Implantation typically happens 6 to 10 days after conception, with most embryos attaching to the uterine wall around day 6. The process itself takes about 4 days to complete, meaning the embryo isn’t just landing and sticking instantly. It’s burrowing into the uterine lining over the course of nearly a week.
What Happens Between Conception and Implantation
A lot takes place in those 6 days. After a sperm fertilizes an egg in the fallopian tube, the resulting single cell (called a zygote) starts dividing immediately as it travels toward the uterus. First it becomes a solid ball of cells, then it hollows out into a structure called a blastocyst. By the time the blastocyst reaches the uterus, its outer wall is just one cell thick, except for one area where it’s 3 to 4 cells thick. That thicker patch is what attaches to the uterine wall and eventually becomes the placenta.
The journey down the fallopian tube takes roughly 3 to 4 days. Once the blastocyst arrives in the uterus, it floats freely for another day or two before finding a spot to implant, usually near the top of the uterine cavity.
The Implantation Window
Your uterus isn’t always ready to receive an embryo. There’s a narrow biological window, roughly 5 to 7 days after ovulation, when the uterine lining is in the right state to allow attachment. This is driven largely by progesterone, which increases blood flow to the lining and makes it thick, spongy, and receptive. Outside this window, even a healthy embryo can’t implant successfully.
In a typical 28-day menstrual cycle, this receptive period falls around days 19 to 22. Not everyone’s window lines up perfectly with the textbook, though. Research on women undergoing fertility treatments has found that about half have a window that opens later than expected, sometimes by 12 to 24 hours. That variation is one reason why timing matters so much in both natural conception and assisted reproduction.
Signs That Implantation Is Happening
The most recognizable sign is implantation bleeding, which is very light spotting that occurs as the embryo burrows into the uterine lining. It looks nothing like a period. The flow is pink or brown, more like typical vaginal discharge than menstrual blood. It lasts anywhere from a few hours to about two days, and it should never soak through a pad. If you see bright red blood, heavy flow, or clots, that’s not implantation bleeding and is worth paying attention to.
Some people also notice mild cramping around this time, though it’s subtle enough that many don’t feel anything at all. The tricky part is that implantation bleeding can show up right around when you’d expect your period, making it easy to confuse the two.
When You Can Test After Implantation
Once the embryo implants, your body starts producing hCG, the hormone that pregnancy tests detect. But it doesn’t spike overnight. Levels build gradually, and the type of test you use determines how soon you’ll get a reliable result.
A blood test can pick up hCG as early as 3 to 4 days after implantation, which is why doctors sometimes use blood draws for early confirmation. Highly sensitive home urine tests may show a faint positive around 6 to 8 days after implantation, but these results can be unreliable at such low hormone levels. Most standard home pregnancy tests give a clear, trustworthy result 10 to 12 days after implantation, which lines up with roughly the first day of a missed period.
If you test too early and get a negative result, it doesn’t necessarily mean you’re not pregnant. It may just mean hCG hasn’t risen enough yet. Waiting until the day of your expected period gives you the best chance of an accurate reading.
Putting the Full Timeline Together
Here’s how the math works in a typical cycle. Ovulation happens around day 14. If the egg is fertilized that day, the embryo spends about 6 days traveling and developing before it begins to implant around day 20. Implantation continues for another 3 to 4 days, wrapping up around day 23 or 24. hCG starts rising immediately but takes another week or so to reach levels a home test can detect. That puts you right around day 28 to 30, which is when most people first suspect they might be pregnant.
From the moment of conception to a positive pregnancy test, you’re looking at roughly 2 to 3 weeks. The implantation step itself is just one piece of that sequence, but it’s the critical one. Without successful attachment to the uterine lining, the pregnancy doesn’t continue, and the embryo passes with your next period, often without you ever knowing fertilization occurred.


*Work order*: Repeat the entries exactly but omit the pictures.

----- Material for this task -----

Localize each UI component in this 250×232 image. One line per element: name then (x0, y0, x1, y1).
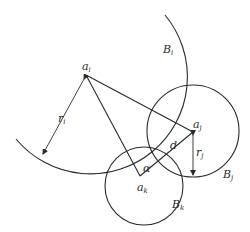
label-a-k: ak (137, 181, 148, 195)
segment-ai-aj (86, 75, 193, 132)
label-b-j: Bj (222, 168, 234, 182)
label-d: d (170, 139, 177, 152)
radius-r-i-arrow (43, 79, 84, 154)
segment-ai-ak (86, 75, 140, 176)
geometry-diagram: ai Bi ri aj d rj Bj α ak Bk (0, 0, 250, 232)
label-a-j: aj (193, 118, 203, 132)
label-b-i: Bi (162, 43, 173, 57)
label-alpha: α (143, 162, 151, 175)
label-r-j: rj (196, 146, 204, 160)
label-a-i: ai (82, 60, 91, 74)
circle-b-k (105, 147, 183, 225)
label-b-k: Bk (171, 198, 184, 212)
circle-b-i-arc (16, 15, 187, 174)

-----

*Finished task*:
Localize each UI component in this 250×232 image. One line per element: name then (x0, y0, x1, y1).
label-a-k: ak (137, 181, 148, 195)
segment-ai-aj (86, 75, 193, 132)
label-b-j: Bj (222, 168, 234, 182)
label-d: d (170, 139, 177, 152)
radius-r-i-arrow (43, 79, 84, 154)
segment-ai-ak (86, 75, 140, 176)
geometry-diagram: ai Bi ri aj d rj Bj α ak Bk (0, 0, 250, 232)
label-a-j: aj (193, 118, 203, 132)
label-b-i: Bi (162, 43, 173, 57)
label-alpha: α (143, 162, 151, 175)
label-r-j: rj (196, 146, 204, 160)
label-a-i: ai (82, 60, 91, 74)
circle-b-k (105, 147, 183, 225)
label-b-k: Bk (171, 198, 184, 212)
circle-b-i-arc (16, 15, 187, 174)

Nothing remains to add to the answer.